Exercise prompt: The records below need to be repeated exactly, with every picture left out.

Provided material:

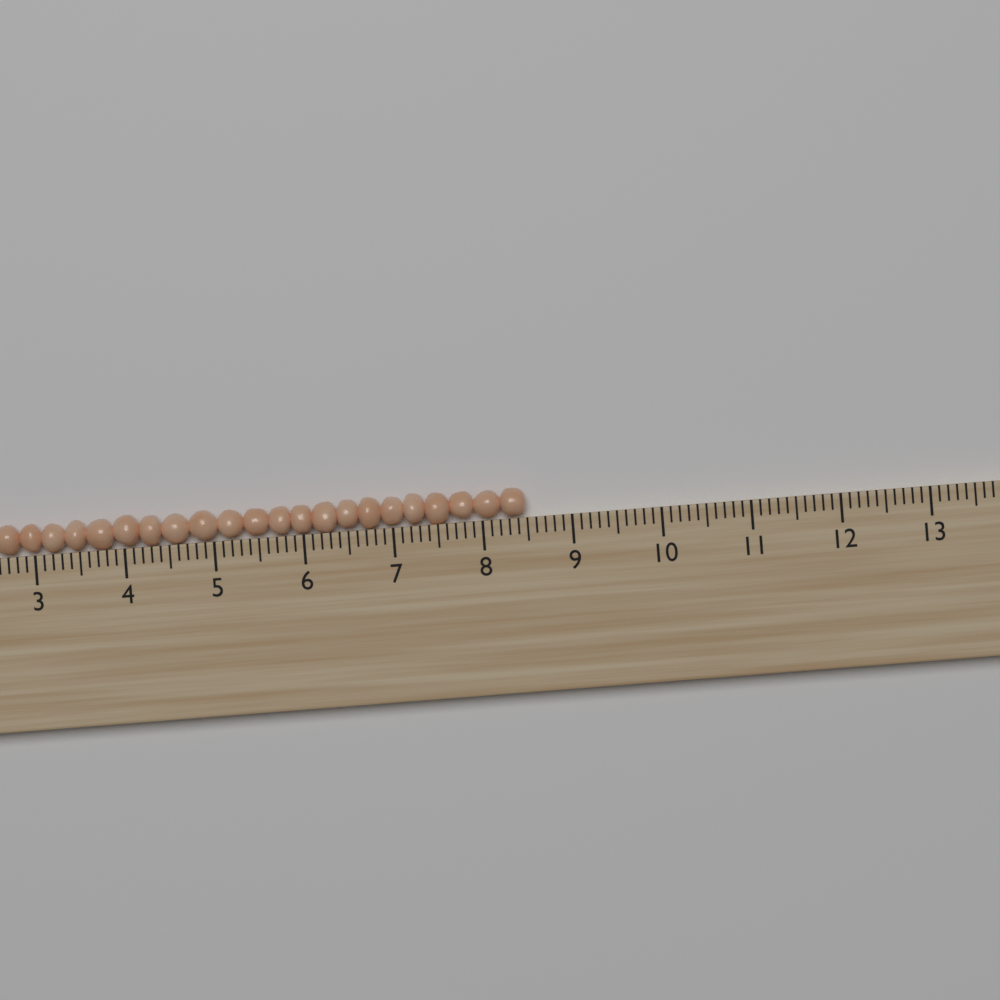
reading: 8.5 (no unit)
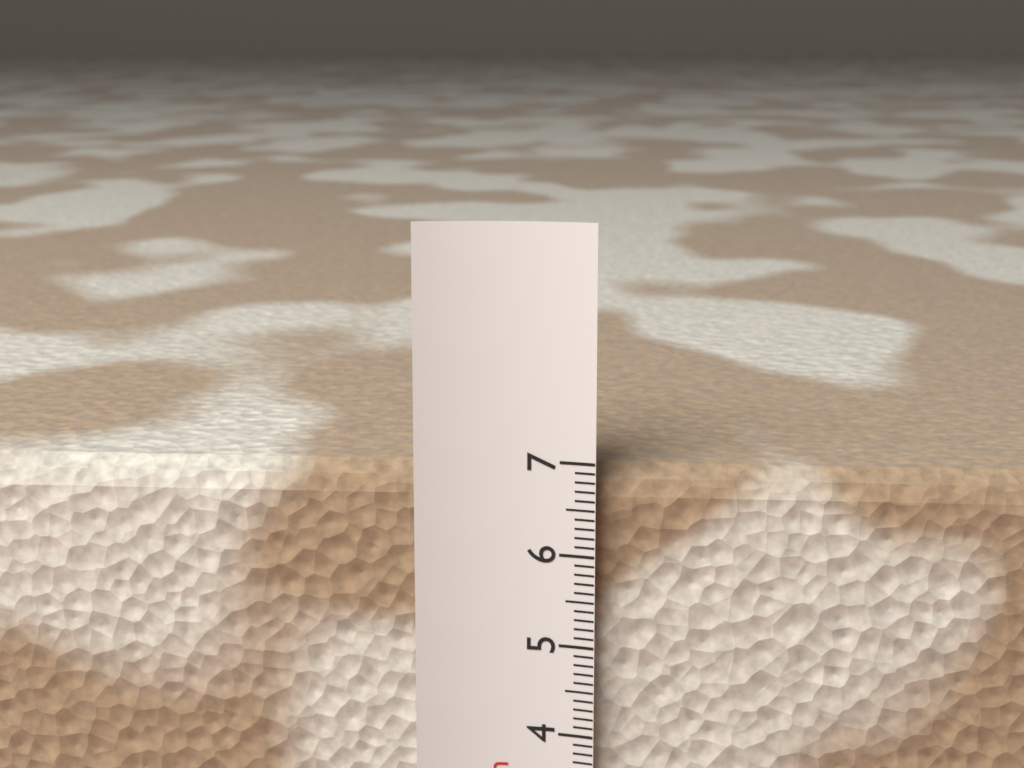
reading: 6.9 cm
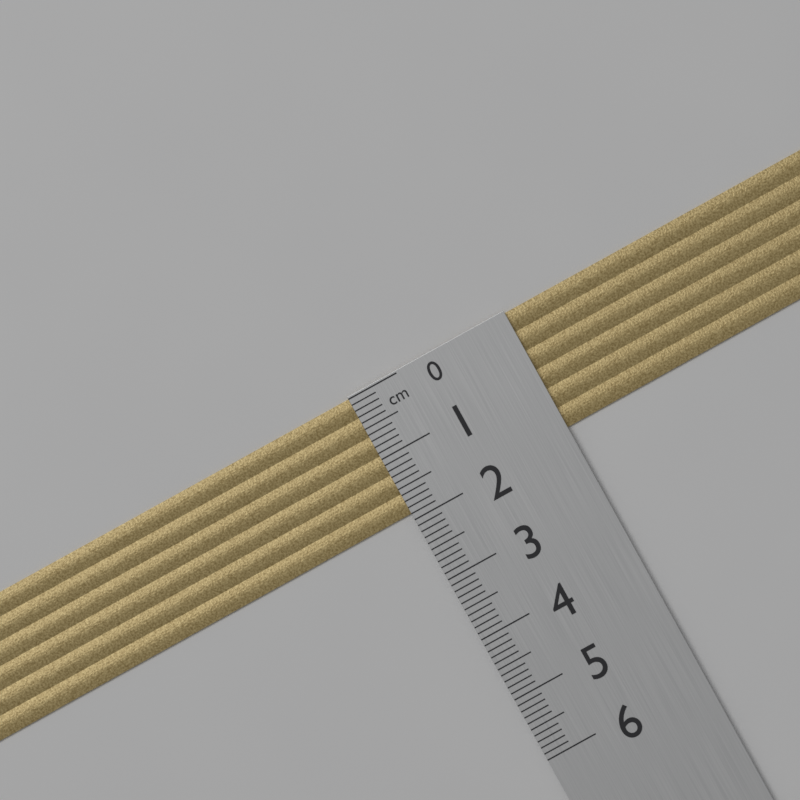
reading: 1.9 cm
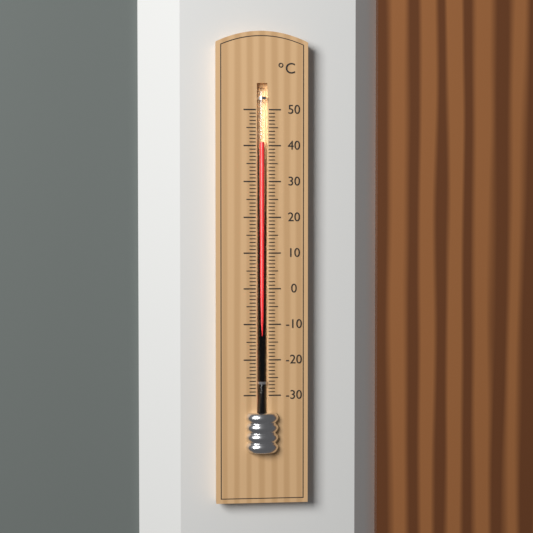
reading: 41 °C
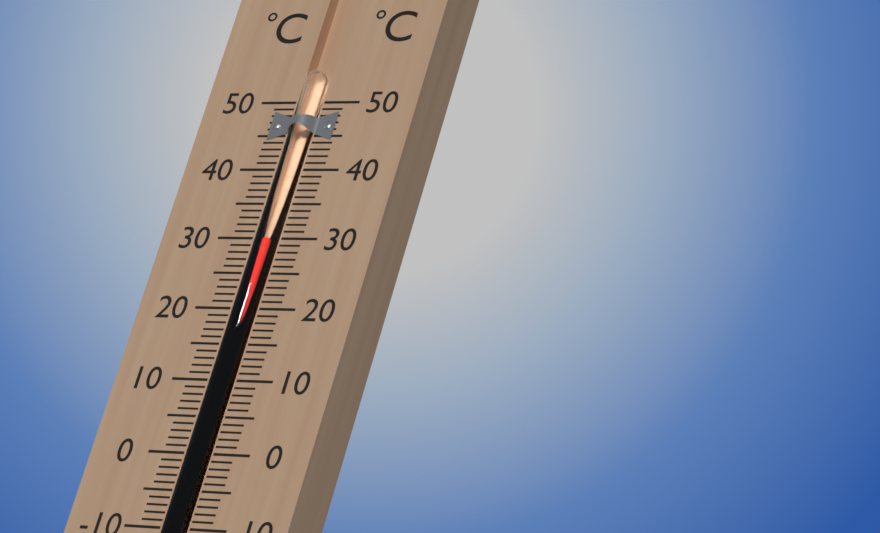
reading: 30 °C
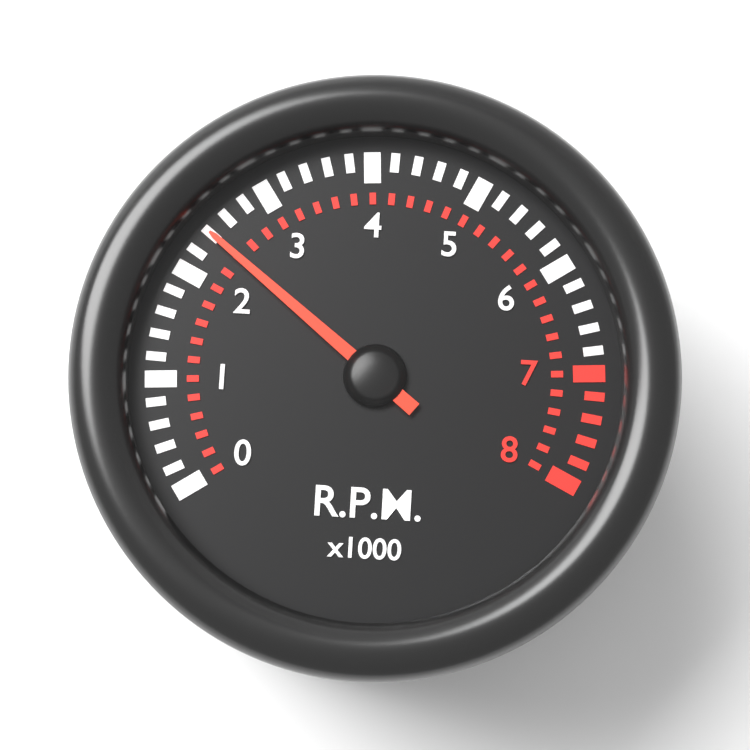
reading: 2.4 x1000 RPM
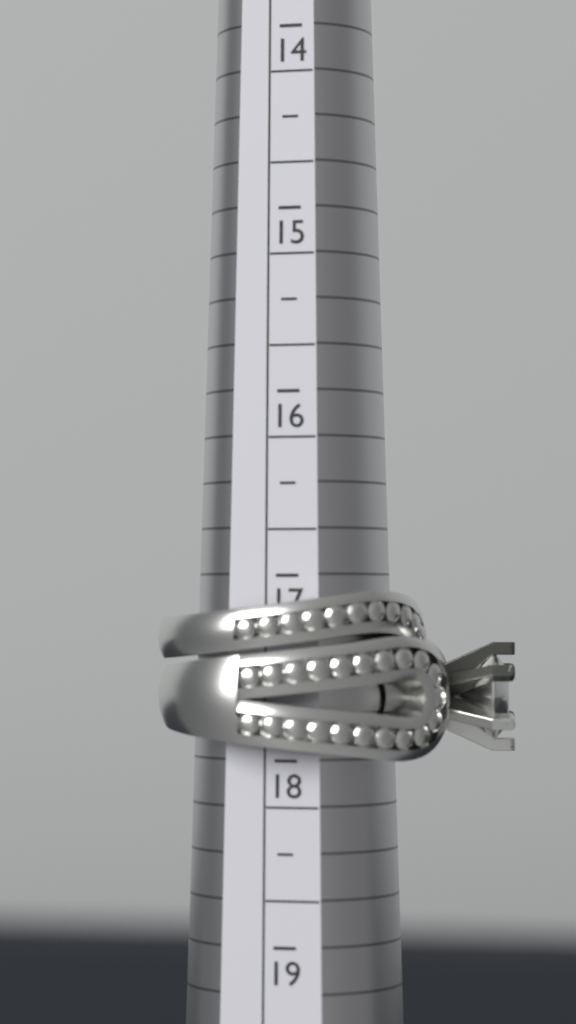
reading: 18.00 (no unit)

Answer for the task:
reading: 8.5 (no unit)
reading: 6.9 cm
reading: 1.9 cm
reading: 41 °C
reading: 30 °C
reading: 2.4 x1000 RPM
reading: 18.00 (no unit)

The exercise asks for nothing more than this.